By Steve Musal
DES MOINES, Iowa — As the clock ticked toward Monday night’s Iowa caucuses, campaign workers for Democratic candidate Sen. Bernie Sanders spent the weekend making a door-to-door push that could decide his fate.
A Des Moines Register poll showed Sanders in a statistical tie with former secretary of state Hillary Clinton, whose three percentage point lead was within the margin of error. Team Sanders will be pushing hard on the ground, no matter what the polls say, said the campaign’s national press secretary.
“While we do pay attention to the polls, what’s important to us is that we’re not letting up,” said Symone Sanders, no relation to the candidate. “We’re paying very close attention to our ground game here in the office, and that’s why things like canvass launches are very important. These door-to-door knocks are the heart and soul of what’s going on with the campaign this weekend outside of the senator being in town.”
To that end, a small army of volunteers spent the weekend canvassing door-to-door in Des Moines. Among them was Holt McCallany, an actor who said he was one of the first in Hollywood to come out in support of the Vermont senator.

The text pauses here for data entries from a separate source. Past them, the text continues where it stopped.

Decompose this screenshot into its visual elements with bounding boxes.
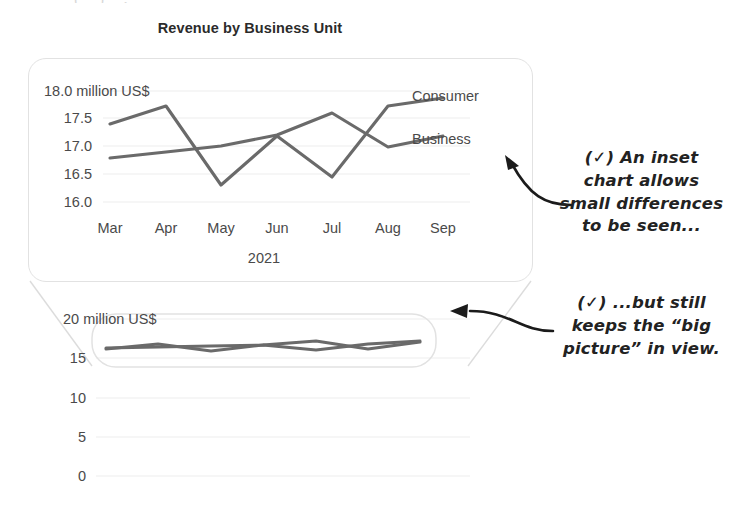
overview-y-unit-text: million US$ [83,311,156,327]
inset-xtick-mar: Mar [87,220,133,236]
overview-ytick-10: 10 [18,390,86,406]
overview-ytick-5: 5 [18,429,86,445]
figure-canvas: · · · ( ) , Revenue by Business Unit [0,0,749,519]
annotation-arrow-2-head [450,304,468,318]
annotation-2-line-1: (✓) ...but still [534,292,749,315]
inset-xtick-apr: Apr [143,220,189,236]
inset-ytick-17-0: 17.0 [20,138,92,154]
annotation-1-line-4: to be seen... [534,215,749,238]
inset-xtick-jun: Jun [254,220,300,236]
overview-ytick-15: 15 [18,350,86,366]
overview-ytick-0: 0 [18,468,86,484]
overview-ytick-20: 20 [63,311,83,327]
inset-series-consumer [110,98,443,185]
annotation-1-line-1: (✓) An inset [534,147,749,170]
annotation-1-line-3: small differences [534,193,749,216]
inset-ytick-16-0: 16.0 [20,194,92,210]
inset-y-unit-text: million US$ [76,83,149,99]
inset-ytick-16-5: 16.5 [20,166,92,182]
inset-x-axis-title: 2021 [204,250,324,266]
inset-xtick-jul: Jul [309,220,355,236]
chart-vector-layer [0,0,749,519]
inset-ytick-17-5: 17.5 [20,110,92,126]
annotation-2-line-2: keeps the “big [534,315,749,338]
annotation-1-line-2: chart allows [534,170,749,193]
annotation-arrow-1-head [505,155,519,170]
inset-y-unit-label: 18.0 million US$ [44,83,150,99]
inset-series-business [110,113,443,158]
inset-ytick-18: 18.0 [44,83,76,99]
annotation-big-picture: (✓) ...but still keeps the “big picture”… [534,292,749,360]
inset-xtick-sep: Sep [420,220,466,236]
series-label-consumer: Consumer [412,88,479,104]
inset-xtick-may: May [198,220,244,236]
series-label-business: Business [412,131,471,147]
annotation-inset-benefit: (✓) An inset chart allows small differen… [534,147,749,238]
inset-xtick-aug: Aug [365,220,411,236]
annotation-2-line-3: picture” in view. [534,338,749,361]
overview-y-unit-label: 20 million US$ [63,311,157,327]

“Some of these people who might be undecided are going to make up their minds today because two guys knocked on their door and said a lot of nice things about Sen. Sanders,” McCallany said. “You’re always trying to bring people over to the cause. You can’t just rest on television commercials. It has to be about human interaction.”
It’s not the first campaign the actor has worked on.
“I was handing out flyers for George McGovern in 1972, and I remember the feeling of excitement and enthusiasm I had about the McGovern candidacy,” McCallany said. “Obviously that one didn’t work out, but we’re hoping for a better result this time.”
He’s an outlier in campaign experience: Most of his fellow canvassers are more like Neal Sales-Griffin, 28, the founder of a software school start-up from Chicago’s South Side. The Sanders campaign is his first.
“Even when (President Barack) Obama ran, I was just kind of passively involved as an armchair activist online,” Sales-Griffin said. “This is the first time I’ve actually put up my own time and my own money to drive out and help someone at the very beginning of the political process. I think the movement that Bernie stands for is something that has inspired a lot of young people — I guess I’m kind of young, still — to get involved.”
Sales-Griffin, who credits his volunteering to his friends on the Reddit board /r/sandersforpresident, said he found himself inspired by the Vermont senator’s consistent record on civil rights and economic equality.
“He’s been on the right side of history with all of these issues for so long,” Sales-Griffin said. “That consistency, that passion that he brings is just awe-inspiring to me. I want to be a part of that in whatever way I can.”
And helping the campaign however seems to be a constant theme for the volunteers — no task was too small, no one person too important.
“My feeling was, I’m going to show up and any way they want to put me to work, I’m happy to work,” McCallany said to people who questioned why a professional actor was knocking on doors in Iowa in the dead of winter. “So today I’m doing this, and tomorrow it will be something else.”
That something else will be somewhere else, as well, as Iowans head out tonight to caucus. On Tuesday, McCallany, Sales-Griffin and Symone Sanders will know for sure whether the door-to-door efforts paid off.
“All of this means nothing if people don’t show up on Monday,” the press secretary said, “So we are doing everything in our power to make sure everyone shows up.”